On Pause from Writing
(but not from Creativity & Meditation)

Replacing Control With Observation

As creatives, training ourselves so we can get attuned to our inner flow, where ideas are born, is very important, and each of us has our hacks and tricks on how to get there. And personally, I don’t believe that creativity is a talent we’re born with, it’s trained. We learn at an early age on how to funnel inspiration to a specific medium, and sharpen that ability throughout the years that follow - we gain the feeling of control. But as it grows and develops, other abilities seem very much more difficult to attain, and with a lot of creatives, communication is the obstacle that is most difficult to overcome.

Working and listening to other people, which is the basis of collaboration, was a hurdle that was (and sometimes, still is) hardest to tackle for me. I’ve associated creativity with ego for most of my life, and thus, being attuned to my creative self meant being in control, or rather holding on tightly to a concept, an idea, a design… well, you get the picture. I held on to them for my dear life, and changing them could hurt. Unfortunately, I approached communication the same way - I believed in order to collaborate, control is paramount.
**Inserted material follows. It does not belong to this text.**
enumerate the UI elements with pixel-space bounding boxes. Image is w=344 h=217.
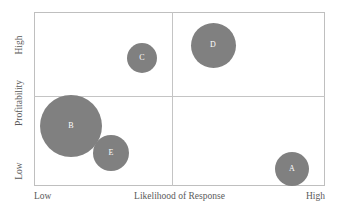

Knowing how to give up control opens new doors

The uncontrollable urge for control happens only when we feel the lack of it. We feel endangered, so we try to tighten the harness, and steer through. What I’ve learned through meditation, and have since applied it to most aspects of my life, is that the most successful rides happen only when we give up the need to drive, and offer our attention to observing instead. We can then act through observing, not solely react through feeling and thinking. And turns out, the ability to observe is the most helpful ability of them all. We can only truly communicate, when we hear others. And we can only be truly creative, when we hear ourselves.

Let's go. We can't. Why not? We're waiting for Godot.